What about embodied cognition?

Still curious their response.

I find it interesting that an offhand and correct comment calling Chomsky a giant of the field (as he absolutely is) led to a torrent of correction, as if I endorsed all of his ideas. That, I find, to be really remarkable. Can you explain it to me?

The irony here is that I am actually, in my professional work, sharply critical of Chomsky’s approach to language. His approach underlied what I see as the largely failed effort of AI in the 60s, 70’s and 80’s, which might be finally coming to an end with IBM Watson. In its place, the statistical approaches like (HMM, deep learning, LSI, latent semantic indexing) are actually where my professional expertise is in, and where we have been able to apply these approaches both to text, and also to biology.

And on a philosophical level, I am much more drawn to embodied cognition, as it is seem more coherent with the Incarnation, explains why the early AI projects failed, and also creates some of the most believable conceptions of how strong AI could arise (see Westworld), if it is at all possible.

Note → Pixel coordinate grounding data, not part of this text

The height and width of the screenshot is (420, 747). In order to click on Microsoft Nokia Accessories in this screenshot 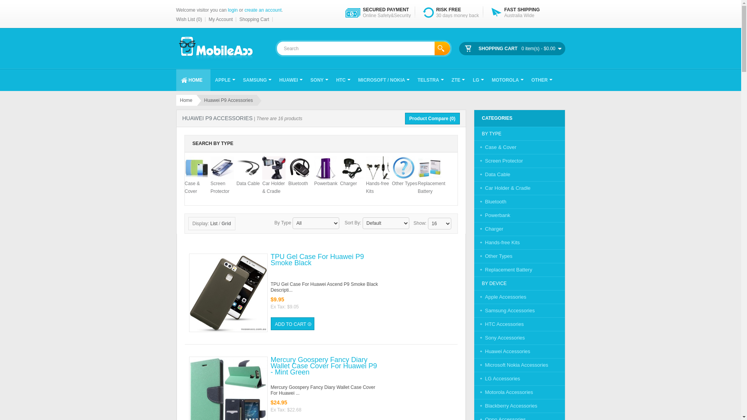, I will do `click(512, 365)`.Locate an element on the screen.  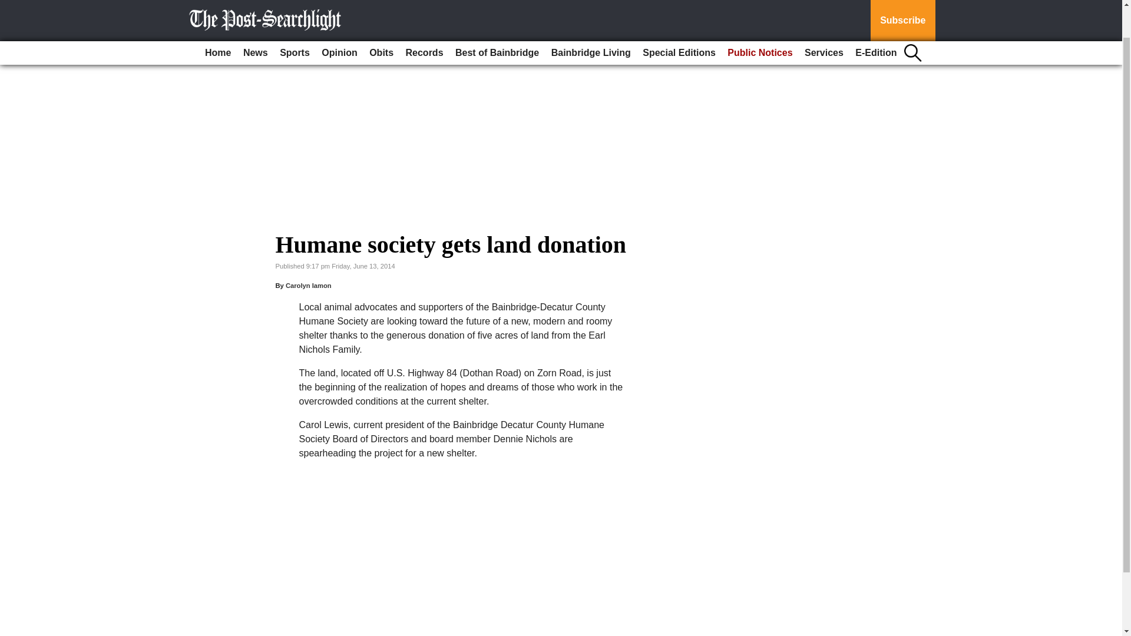
Opinion is located at coordinates (339, 18).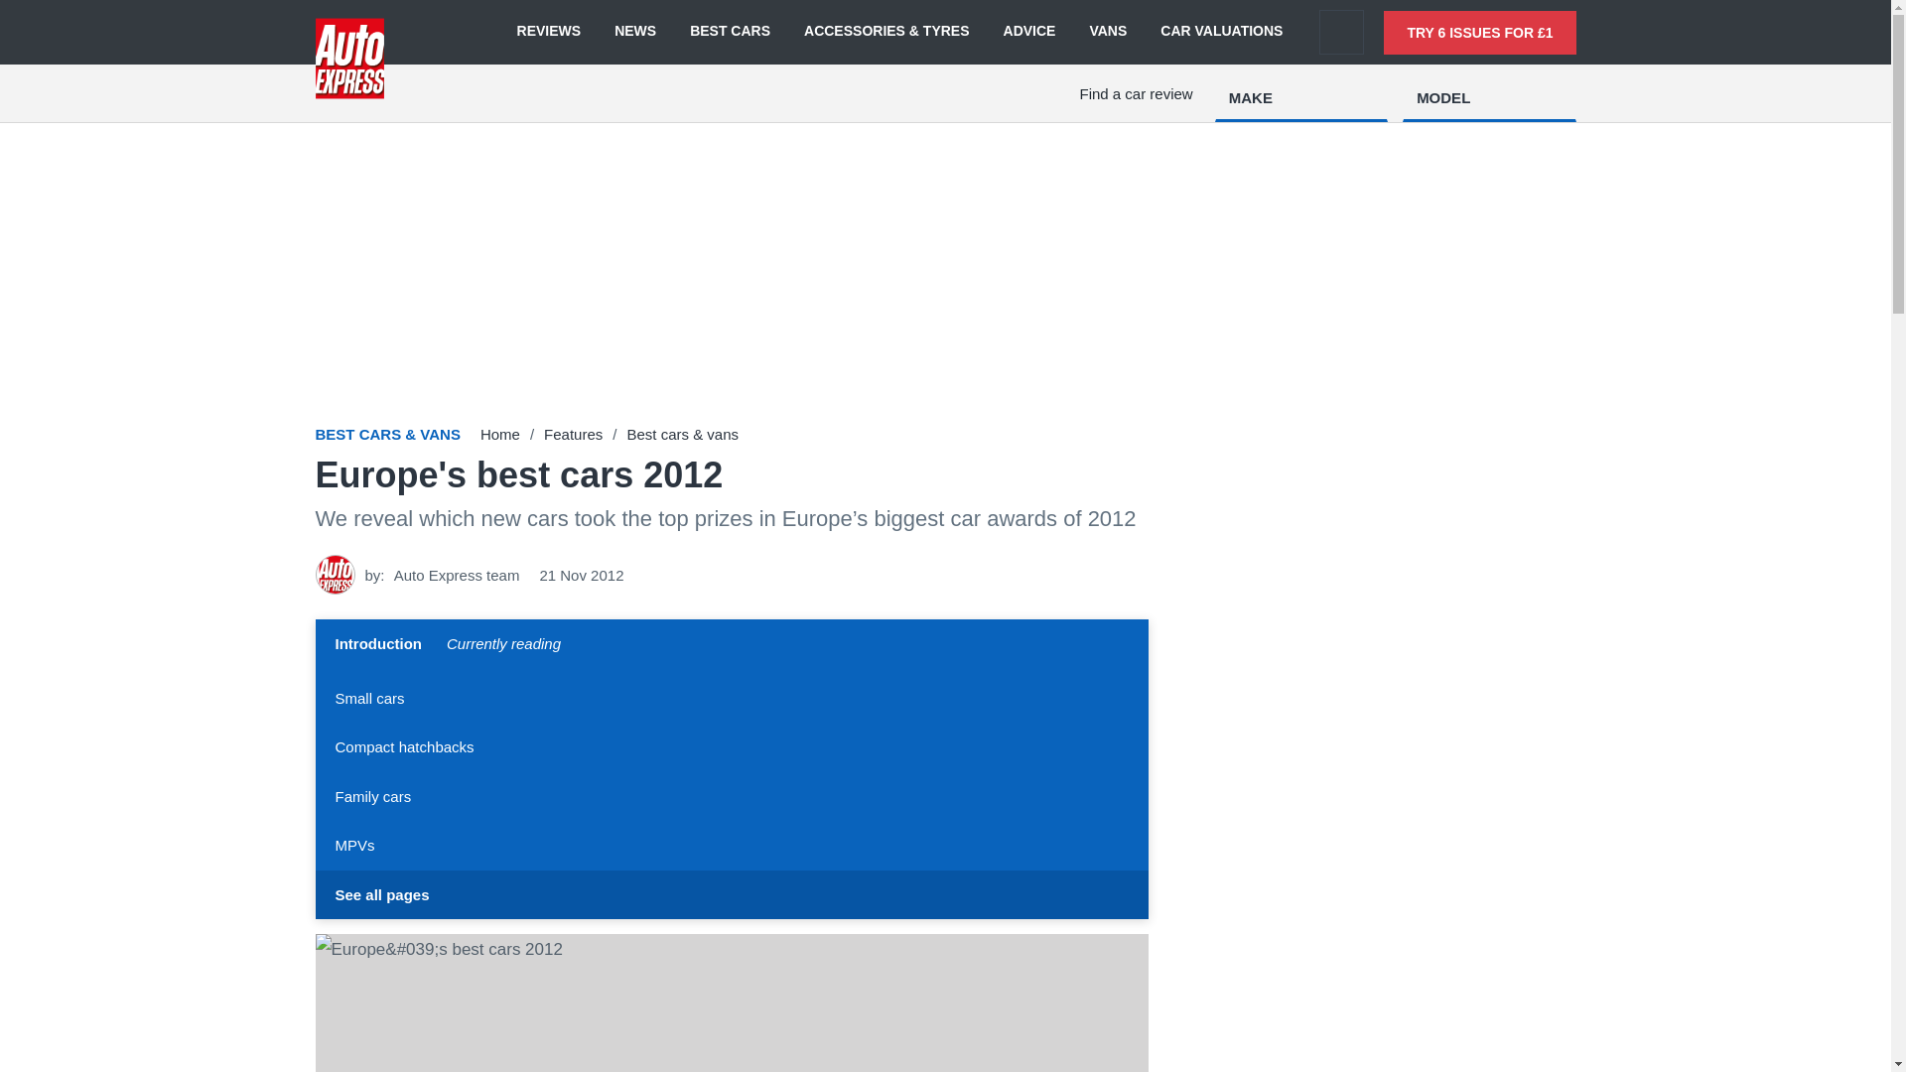 The width and height of the screenshot is (1906, 1072). Describe the element at coordinates (1341, 32) in the screenshot. I see `Search` at that location.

None of that, however, detracts from Chomsky being a true giant in the field. Recognizing that does not mean I agree with his conception of everything. For the conversations we have had, however, none of his failings detract from the point. How does recognizing this make me a Chomsky devotee, and uninformed about the field?

Very confused by this comment @Chris_Falter. Alexa is using a probabilistic model. How can probabilistic models be behind Alexa when Alexa is dependent on probabilistic models?